I am currently reading The Master and His Emissary , which appears to be an excellent book. ("Appears" because I don't know the neuroscience literature well enough to say for sure, yet.) But then on page 186 I find: "Asking cognition, however, to give a perspective on the relationship between cognition and affect is like asking astronomer in the pre-Galilean geocentric world, whether, in his opinion, the sun moves round the earth of the earth around the sun. To ask a question alone would be enough to label one as mad." OK, this is garbage. First of all, it should be pre-Copernican, not pre-Galilean. But much worse is that people have seriously been considering heliocentrism for many centuries before Copernicus. Aristarchus had proposed a heliocentric model in the 4th-century BC. It had generally been considered wrong, but not "mad." (And wrong for scientific reasons: Why, for instance, did we not observe stellar parallax?) And when Copernicus propose
Where are the side-by-side photos? Bloggin 101, Wabulon.

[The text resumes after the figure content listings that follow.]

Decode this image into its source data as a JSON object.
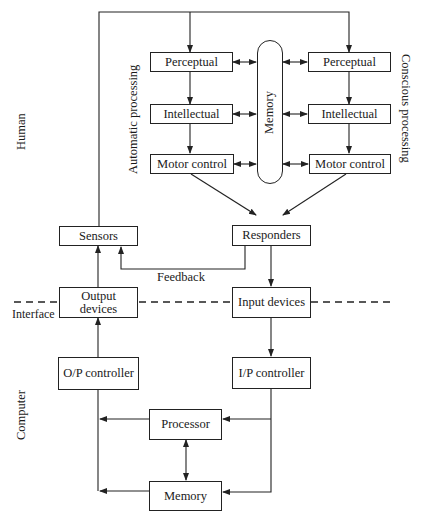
{
  "diagram": {
    "zones": {
      "human_label": "Human",
      "computer_label": "Computer",
      "interface_label": "Interface"
    },
    "side_labels": {
      "automatic": "Automatic processing",
      "conscious": "Conscious processing"
    },
    "human": {
      "automatic_column": {
        "perceptual": "Perceptual",
        "intellectual": "Intellectual",
        "motor_control": "Motor control"
      },
      "memory": "Memory",
      "conscious_column": {
        "perceptual": "Perceptual",
        "intellectual": "Intellectual",
        "motor_control": "Motor control"
      },
      "sensors": "Sensors",
      "responders": "Responders",
      "feedback_label": "Feedback"
    },
    "interface": {
      "output_devices": "Output devices",
      "input_devices": "Input devices"
    },
    "computer": {
      "op_controller": "O/P controller",
      "ip_controller": "I/P controller",
      "processor": "Processor",
      "memory": "Memory"
    },
    "edges": [
      {
        "from": "Sensors",
        "to": "Perceptual (automatic)"
      },
      {
        "from": "Sensors",
        "to": "Perceptual (conscious)"
      },
      {
        "from": "Perceptual (automatic)",
        "to": "Intellectual (automatic)"
      },
      {
        "from": "Intellectual (automatic)",
        "to": "Motor control (automatic)"
      },
      {
        "from": "Perceptual (conscious)",
        "to": "Intellectual (conscious)"
      },
      {
        "from": "Intellectual (conscious)",
        "to": "Motor control (conscious)"
      },
      {
        "from": "Memory",
        "to": "all processing boxes",
        "bidirectional": true
      },
      {
        "from": "Motor control (automatic)",
        "to": "Responders"
      },
      {
        "from": "Motor control (conscious)",
        "to": "Responders"
      },
      {
        "from": "Responders",
        "to": "Sensors",
        "label": "Feedback"
      },
      {
        "from": "Responders",
        "to": "Input devices"
      },
      {
        "from": "Output devices",
        "to": "Sensors"
      },
      {
        "from": "Input devices",
        "to": "I/P controller"
      },
      {
        "from": "O/P controller",
        "to": "Output devices"
      },
      {
        "from": "I/P controller",
        "to": "Processor"
      },
      {
        "from": "I/P controller",
        "to": "Memory"
      },
      {
        "from": "Processor",
        "to": "O/P controller"
      },
      {
        "from": "Memory",
        "to": "O/P controller"
      },
      {
        "from": "Processor",
        "to": "Memory",
        "bidirectional": true
      }
    ]
  }
}
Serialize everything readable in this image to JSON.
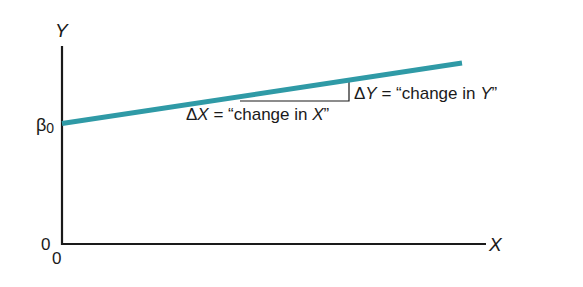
{
  "diagram": {
    "type": "linear-regression-slope",
    "axes": {
      "y_label": "Y",
      "x_label": "X",
      "y_origin_label": "0",
      "x_origin_label": "0"
    },
    "intercept_label": "β",
    "intercept_subscript": "0",
    "line_color": "#2f9aa6",
    "axis_color": "#1a1a1a",
    "delta_x": {
      "symbol": "Δ",
      "var": "X",
      "eq": " = “change in ",
      "var2": "X",
      "close": "”"
    },
    "delta_y": {
      "symbol": "Δ",
      "var": "Y",
      "eq": " = “change in ",
      "var2": "Y",
      "close": "”"
    }
  }
}
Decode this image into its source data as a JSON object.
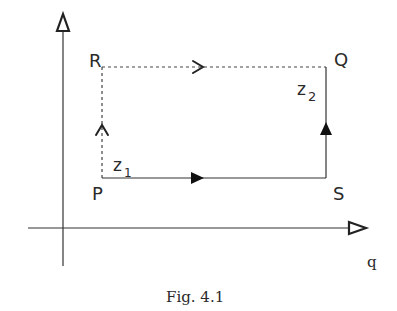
{
  "figure": {
    "caption": "Fig. 4.1",
    "axes": {
      "vertical_label": "",
      "horizontal_label": "q",
      "vertical_arrow": "hollow-triangle-icon",
      "horizontal_arrow": "hollow-triangle-icon"
    },
    "points": {
      "P": "P",
      "Q": "Q",
      "R": "R",
      "S": "S"
    },
    "labels": {
      "z1_base": "z",
      "z1_sub": "1",
      "z2_base": "z",
      "z2_sub": "2"
    },
    "paths": [
      {
        "from": "P",
        "to": "S",
        "style": "solid",
        "arrow": "filled-triangle"
      },
      {
        "from": "S",
        "to": "Q",
        "style": "solid",
        "arrow": "filled-triangle"
      },
      {
        "from": "P",
        "to": "R",
        "style": "dashed",
        "arrow": "open-chevron"
      },
      {
        "from": "R",
        "to": "Q",
        "style": "dashed",
        "arrow": "open-chevron"
      }
    ]
  }
}
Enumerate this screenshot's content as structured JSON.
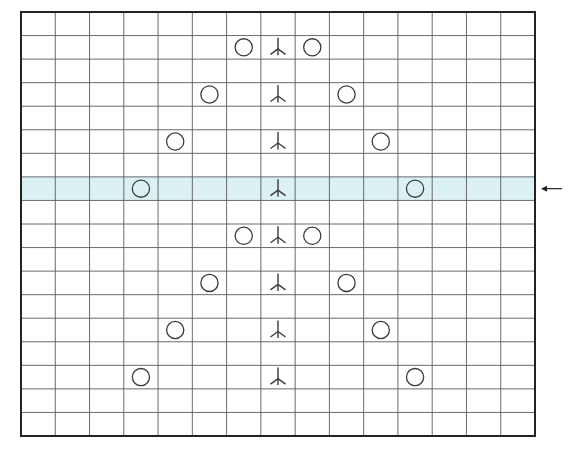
{
  "chart": {
    "type": "knitting-chart",
    "columns": 15,
    "rows": 18,
    "grid": {
      "left": 21,
      "top": 12,
      "right": 535,
      "bottom": 436
    },
    "highlighted_row": 7,
    "colors": {
      "grid_line": "#5a5a5a",
      "border": "#222222",
      "symbol": "#3a3a3a",
      "highlight": "#dcf1f3",
      "background": "#ffffff"
    },
    "arrow": {
      "direction": "left",
      "row": 7,
      "icon": "left-arrow-icon"
    },
    "legend_symbols": {
      "yo": "yarn-over-circle-icon",
      "cdd": "central-double-decrease-icon"
    },
    "symbols": [
      {
        "row": 1,
        "col": 6,
        "type": "yo"
      },
      {
        "row": 1,
        "col": 7,
        "type": "cdd"
      },
      {
        "row": 1,
        "col": 8,
        "type": "yo"
      },
      {
        "row": 3,
        "col": 5,
        "type": "yo"
      },
      {
        "row": 3,
        "col": 7,
        "type": "cdd"
      },
      {
        "row": 3,
        "col": 9,
        "type": "yo"
      },
      {
        "row": 5,
        "col": 4,
        "type": "yo"
      },
      {
        "row": 5,
        "col": 7,
        "type": "cdd"
      },
      {
        "row": 5,
        "col": 10,
        "type": "yo"
      },
      {
        "row": 7,
        "col": 3,
        "type": "yo"
      },
      {
        "row": 7,
        "col": 7,
        "type": "cdd"
      },
      {
        "row": 7,
        "col": 11,
        "type": "yo"
      },
      {
        "row": 9,
        "col": 6,
        "type": "yo"
      },
      {
        "row": 9,
        "col": 7,
        "type": "cdd"
      },
      {
        "row": 9,
        "col": 8,
        "type": "yo"
      },
      {
        "row": 11,
        "col": 5,
        "type": "yo"
      },
      {
        "row": 11,
        "col": 7,
        "type": "cdd"
      },
      {
        "row": 11,
        "col": 9,
        "type": "yo"
      },
      {
        "row": 13,
        "col": 4,
        "type": "yo"
      },
      {
        "row": 13,
        "col": 7,
        "type": "cdd"
      },
      {
        "row": 13,
        "col": 10,
        "type": "yo"
      },
      {
        "row": 15,
        "col": 3,
        "type": "yo"
      },
      {
        "row": 15,
        "col": 7,
        "type": "cdd"
      },
      {
        "row": 15,
        "col": 11,
        "type": "yo"
      }
    ]
  }
}
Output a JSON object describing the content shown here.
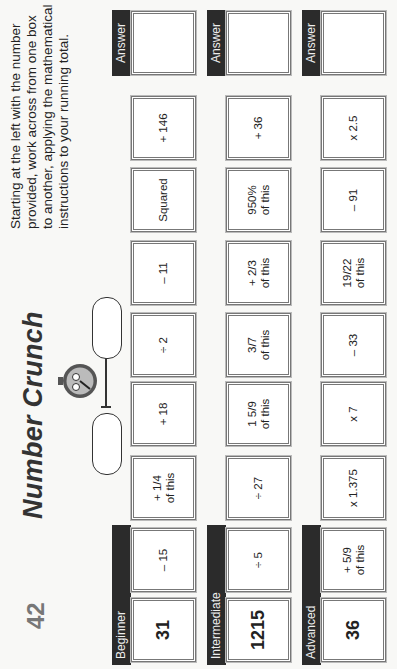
{
  "page": {
    "number": "42",
    "title": "Number Crunch",
    "instructions": "Starting at the left with the number provided, work across from one box to another, applying the mathematical instructions to your running total."
  },
  "stopwatch": {
    "icon": "stopwatch-icon"
  },
  "colors": {
    "label_bar": "#2b2b2b",
    "box_border": "#777777",
    "title": "#333333",
    "page_number": "#777777"
  },
  "rows": [
    {
      "level": "Beginner",
      "start": "31",
      "steps": [
        "– 15",
        "+ 1/4\nof this",
        "+ 18",
        "÷ 2",
        "– 11",
        "Squared",
        "+ 146"
      ],
      "answer_label": "Answer",
      "answer": ""
    },
    {
      "level": "Intermediate",
      "start": "1215",
      "steps": [
        "÷ 5",
        "÷ 27",
        "1 5/9\nof this",
        "3/7\nof this",
        "+ 2/3\nof this",
        "950%\nof this",
        "+ 36"
      ],
      "answer_label": "Answer",
      "answer": ""
    },
    {
      "level": "Advanced",
      "start": "36",
      "steps": [
        "+ 5/9\nof this",
        "x 1.375",
        "x 7",
        "– 33",
        "19/22\nof this",
        "– 91",
        "x 2.5"
      ],
      "answer_label": "Answer",
      "answer": ""
    }
  ]
}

ReplyDeleteBut not to be hurtful, wabbie, but when you were 25 and she was 27 she looked a lot better than you also. At least in my eyes.
ReplyDelete"Raquel Welch is 73. I'm 71. She looks so much better than I do"
ReplyDeleteOh my goodness... the answer is: she's had huge plastic surgery.
I realize this is a joke post etc., but for what it's worth Wabulon, I had no idea you were that old (having met you once). So you got that going for ya, which is nice.
ReplyDeleteI believe that several years ago, when you met, he was somewhat younger.
DeleteHa.
DeleteAt first, I was going to call BS ("Gene's too immature to be that old") ;). But then I realized that Wabulon posted this.
Fallacious reasoning, Joe. I surely will still be this immature at 71.